Industry Insights

Syndicated News

How Search Can Improve Digital Experiences


Marketers are obsessed with SEO and improving their ranking on Google, but there is another aspect of search that is equally important: providing effective search on your website.

We asked organizations if they planned any search projects in 2018 and 49% said they were. The types of search solutions varied, as shown below. 

enterprise search projects 2018

Q: What types of search solutions are you considering?

Let's look at each type of search solution a little closer. 

Website Search

Every website should have a search option. It doesn't matter how well organized your site is, you should offer visitors a way to find the information they want quickly. Search enables them to do that. The problem is many websites employ a search solution that doesn't work very well. It doesn't index the content properly, and you can't customize the search to return the best results to the visitor.

If your search is bad, then you probably shouldn't have one. But that's the wrong way to look at it. The right way is to find a search solution that gives you all the functionality you need.

Guided or Faceted Search 

One way to improve search is to implement facets or guided search. Facets work with your content taxonomy; grouping search results into collections of similar information. The visitor can then filter down search results quickly to find the information they want.

Federated Search 

If you have a customer support portal, search is equally important and harder to do. You want to enable your customers to search across different applications: knowledge base, community forums, help documentation, ticket management. That requires a search solution that can connect to multiple repositories so that when a customer types in a search, all repositories are searched, and a single set of results is returned.

Called federated search, there is a lot that needs to happen for it to work properly. You'll want to ensure that secure content can be included, but only shown to people with the right permissions. You'll also want to exclude elements of the content from your search, so there needs to be a way to indicate what information to include in the search.

Federated search is also sometimes needed for public websites when you incorporate resources from other locations. A good example here is when you store your PDFs in a separate repository from the website but want to include them in searches.

Search-Based Navigation

What if you want to provide navigation that is fluid, updating as information changes? Maybe you have a product page that provides a list of additional recommended products based on the product shown? Search-based navigation can be used to create that listing. Each time the page is viewed, the listing is automatically updated according to metadata, content types, keywords or other information taken from the product shown.

Commerce Search 

According to research from Baymard Insitute "70% of (desktop) e-commerce search implementations are unable to return relevant results for product-type synonyms (requiring users to search using the exact same jargon as the site) and 34% don't return useful results when users search for a model number or misspell a word with just a single character in the product title."

Mobile search is just as bad.

Improving search on ecommerce websites and mobile apps is extremely important. Search results don't just have to list products, but can also show relevant content that helps the searcher make better-informed decisions.

...And That's Not All Search Can Do 

We've covered many of the ways search can be improved to provide a better experience for customers and website visitors, but there are others I can think of right way, including geo-location and proximity-based search.

The point is, search can improve the way organizations get the right content to the right person when they need it.


View original content: Here
 

Related Ingeniux News:

 

Are Governments Providing Improved Digital Experiences During a Global Pandemic?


◆ TASK GOAL
In the records below, find every line that contains "black" and list it.

(Data entries for graphics)
—————

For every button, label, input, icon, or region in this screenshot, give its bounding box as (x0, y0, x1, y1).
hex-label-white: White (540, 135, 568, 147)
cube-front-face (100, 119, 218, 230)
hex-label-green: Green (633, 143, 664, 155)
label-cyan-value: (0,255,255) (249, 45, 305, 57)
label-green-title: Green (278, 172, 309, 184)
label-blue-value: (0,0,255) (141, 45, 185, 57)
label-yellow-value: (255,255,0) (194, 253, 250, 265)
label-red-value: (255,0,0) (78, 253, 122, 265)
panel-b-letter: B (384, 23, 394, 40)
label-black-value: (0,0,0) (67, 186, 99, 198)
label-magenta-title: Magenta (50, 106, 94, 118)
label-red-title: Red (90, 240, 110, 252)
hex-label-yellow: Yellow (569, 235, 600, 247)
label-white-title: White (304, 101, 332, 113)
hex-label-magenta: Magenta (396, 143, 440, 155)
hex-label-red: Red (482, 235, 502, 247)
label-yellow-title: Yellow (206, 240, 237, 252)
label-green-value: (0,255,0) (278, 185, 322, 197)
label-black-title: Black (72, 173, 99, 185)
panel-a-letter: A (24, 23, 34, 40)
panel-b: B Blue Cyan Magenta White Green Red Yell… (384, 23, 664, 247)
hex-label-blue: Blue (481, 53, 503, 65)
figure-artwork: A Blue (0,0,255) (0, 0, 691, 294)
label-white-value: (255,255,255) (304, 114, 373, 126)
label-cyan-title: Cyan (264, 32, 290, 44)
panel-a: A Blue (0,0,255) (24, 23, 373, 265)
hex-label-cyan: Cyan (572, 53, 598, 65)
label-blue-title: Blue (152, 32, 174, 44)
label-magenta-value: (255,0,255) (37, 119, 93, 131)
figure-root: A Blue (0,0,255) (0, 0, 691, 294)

—————

◆ COMPLETED EXERCISE
label-black-value: (0,0,0) (67, 186, 99, 198)
label-black-title: Black (72, 173, 99, 185)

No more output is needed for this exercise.